Btw, can Paul Walter get over the caps thing already? Paul, fyi, all caps is like shouting, and generally taken to be a sign of immaturity, so maybe you should reconsider that.
LE: I know this sounds like ” guns don’t kill people” argument, but it’s not powerpoint that is necessarily the problem, its usually how people use it. If you are using it for a presentation … then typically less is more.
Check out the first (free) chapter of Presentation Zen (http://www.amazon.com/Presentation-Zen-Simple-Design-Delivery/dp/0321525655) to see how Powerpoint can be used both well and poorly.
Heath G, I think that there’s some truth in that. Depending upon what kind of subject you are teaching or what you are talking about, Powerpoint can be useful. I know my husband swears by it for scientific presentations. I’ve seen a few of those, and there’s lots of graphs, electron microscope pictures and scans of stuff. Obviously it’s useful in those circumstances.
So it all depends – but for the kind of subject I’m teaching, it tends to detract rather than add anything.
@LE: Agree that its good for fields where information can be presented visually, however this in turn makes it important that you think carefully about your charts/diagrams. I’m planning on getting a copy of presentation Zen (having now read the preview), but I think it probably needs to be read in conjunction with a site like JunkCharts (http://junkcharts.typepad.com/junk_charts/) which is great for showcasing the good, the bad and ugly of charts and graphs.
I actually detest more those who are uncritically addicted not to powerpoint but spreadsh*ts.
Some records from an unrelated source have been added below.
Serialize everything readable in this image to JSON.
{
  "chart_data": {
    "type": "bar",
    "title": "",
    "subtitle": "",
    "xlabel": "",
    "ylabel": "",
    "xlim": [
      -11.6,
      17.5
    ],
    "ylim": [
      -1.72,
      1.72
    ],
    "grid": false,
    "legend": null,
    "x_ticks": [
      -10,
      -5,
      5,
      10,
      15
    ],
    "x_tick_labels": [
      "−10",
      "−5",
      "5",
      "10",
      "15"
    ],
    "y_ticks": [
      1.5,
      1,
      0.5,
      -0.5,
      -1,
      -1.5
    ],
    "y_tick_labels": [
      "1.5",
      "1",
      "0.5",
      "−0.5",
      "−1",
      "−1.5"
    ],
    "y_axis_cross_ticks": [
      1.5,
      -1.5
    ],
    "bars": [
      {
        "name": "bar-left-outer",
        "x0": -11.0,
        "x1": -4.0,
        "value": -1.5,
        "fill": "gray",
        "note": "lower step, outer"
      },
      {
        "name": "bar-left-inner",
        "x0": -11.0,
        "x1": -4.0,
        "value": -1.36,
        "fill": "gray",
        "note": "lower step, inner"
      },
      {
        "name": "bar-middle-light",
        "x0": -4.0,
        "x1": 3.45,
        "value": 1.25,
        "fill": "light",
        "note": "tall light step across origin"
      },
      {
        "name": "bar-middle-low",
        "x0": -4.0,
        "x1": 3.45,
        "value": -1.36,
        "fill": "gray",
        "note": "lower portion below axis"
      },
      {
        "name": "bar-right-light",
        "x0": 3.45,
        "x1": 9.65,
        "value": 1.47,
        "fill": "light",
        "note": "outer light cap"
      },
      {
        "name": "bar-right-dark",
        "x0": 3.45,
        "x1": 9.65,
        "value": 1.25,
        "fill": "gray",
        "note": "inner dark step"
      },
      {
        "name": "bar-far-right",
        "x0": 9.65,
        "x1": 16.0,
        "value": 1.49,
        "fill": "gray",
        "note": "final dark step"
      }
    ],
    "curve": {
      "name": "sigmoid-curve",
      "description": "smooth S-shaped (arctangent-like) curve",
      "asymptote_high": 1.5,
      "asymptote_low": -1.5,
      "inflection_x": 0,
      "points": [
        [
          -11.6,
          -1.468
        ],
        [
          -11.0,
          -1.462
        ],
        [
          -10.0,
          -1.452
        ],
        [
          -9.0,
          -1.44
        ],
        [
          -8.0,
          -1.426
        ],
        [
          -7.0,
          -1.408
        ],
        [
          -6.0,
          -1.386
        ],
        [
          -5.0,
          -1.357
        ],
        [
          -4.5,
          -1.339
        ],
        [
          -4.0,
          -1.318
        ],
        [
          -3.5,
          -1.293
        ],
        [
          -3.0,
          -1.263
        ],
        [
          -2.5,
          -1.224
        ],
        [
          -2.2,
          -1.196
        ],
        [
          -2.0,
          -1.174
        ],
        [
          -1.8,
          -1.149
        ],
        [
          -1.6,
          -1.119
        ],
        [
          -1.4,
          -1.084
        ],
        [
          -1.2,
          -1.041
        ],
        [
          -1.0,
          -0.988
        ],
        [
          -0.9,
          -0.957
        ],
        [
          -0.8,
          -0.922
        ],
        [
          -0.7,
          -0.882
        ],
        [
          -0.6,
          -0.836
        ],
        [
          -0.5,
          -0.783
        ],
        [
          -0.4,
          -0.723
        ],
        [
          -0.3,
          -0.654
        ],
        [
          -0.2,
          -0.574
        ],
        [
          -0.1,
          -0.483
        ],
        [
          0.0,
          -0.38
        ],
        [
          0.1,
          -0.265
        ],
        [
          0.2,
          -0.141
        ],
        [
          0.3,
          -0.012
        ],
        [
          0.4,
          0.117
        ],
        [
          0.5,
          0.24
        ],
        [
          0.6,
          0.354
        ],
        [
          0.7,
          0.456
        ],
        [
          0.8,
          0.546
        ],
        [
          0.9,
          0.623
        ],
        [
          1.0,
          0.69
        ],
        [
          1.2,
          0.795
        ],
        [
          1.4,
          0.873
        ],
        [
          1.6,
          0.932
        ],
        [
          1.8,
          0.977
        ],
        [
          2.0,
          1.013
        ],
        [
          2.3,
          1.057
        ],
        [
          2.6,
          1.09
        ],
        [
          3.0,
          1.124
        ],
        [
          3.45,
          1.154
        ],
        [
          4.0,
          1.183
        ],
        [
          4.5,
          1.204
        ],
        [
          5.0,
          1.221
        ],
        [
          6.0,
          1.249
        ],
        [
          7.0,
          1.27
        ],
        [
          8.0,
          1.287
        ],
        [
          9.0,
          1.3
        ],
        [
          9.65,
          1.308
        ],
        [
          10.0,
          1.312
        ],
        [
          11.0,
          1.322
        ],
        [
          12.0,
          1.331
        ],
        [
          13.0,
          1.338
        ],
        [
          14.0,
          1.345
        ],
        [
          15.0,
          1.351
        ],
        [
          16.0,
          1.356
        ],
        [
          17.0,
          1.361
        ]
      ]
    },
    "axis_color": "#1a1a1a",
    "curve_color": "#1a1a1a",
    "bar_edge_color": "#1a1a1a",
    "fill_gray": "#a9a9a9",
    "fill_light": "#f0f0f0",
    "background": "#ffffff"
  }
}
I remember working in the funds management area of an international bank, looking at what my system had to replace, and saying “so, I notice adding the subtotals on the right gives a different answer to adding the subtotals along the bottom of these figures used for reporting to the regulator… How far out do you want these figures when they spit out of my database?” Yeah… That got a huge WTF, embarassed silences, frowning, gnashing of teeth, a “can you replace this for the end of THIS period rather than 3 months away as planned?”.. But no rolling heads unfortunately.
Aaaah, people so often hate thinking, or whether something is right, just whether (insert name of technology) makes them go “ooooo shiny”.
Patrick, are you a fool?
the only caps I used in my post were at the beginnings of sentences.
Wow.
I must agree with Patrick, unless the only computer available is an Apple II++. Then it’s just fine.
Paul is allowed to have his name in caps, just as I have my handle all in lowercase. If anyone litters their comments with allcaps, however, I will be the first to complain.
SL, I feel exactly the same way. Handles in caps or lower case don’t bother me. Paul is entitled to have his handle up uppercase if he wants.
However, one of the CEOs at one of my workplaces used to send e-mails which were always in caps. I don’t know if his computer was stuck on Caps Lock or something. He didn’t seem to know that it was like shouting. People used to react really badly when he sent around e-mails COMMANDING PEOPLE TO DO THINGS. I used to try really hard to not get my back up, but it was really hard, and I’d have to really ungrit my teeth!
These days when I do a presentation I have the powerpoint ( or other program) with diagrams, photos, and main messages set to cycle through automatically behind /above me – not synced to my notes, or talk. It will cycle through 5 or 6 times or more.
Scepticalawyer, to think that one such as this humble writer might entertain even a thoughtbubble let alone an idea as to full transgressions of a civilised lower cap convention, is a deeply wounding experience for said soul and offer disavowals; indeed propose the most emphatic contestation of such a heathen practice.
I had a similar experience during an internship at Deloitte. The difference was tens of thousands of dollars.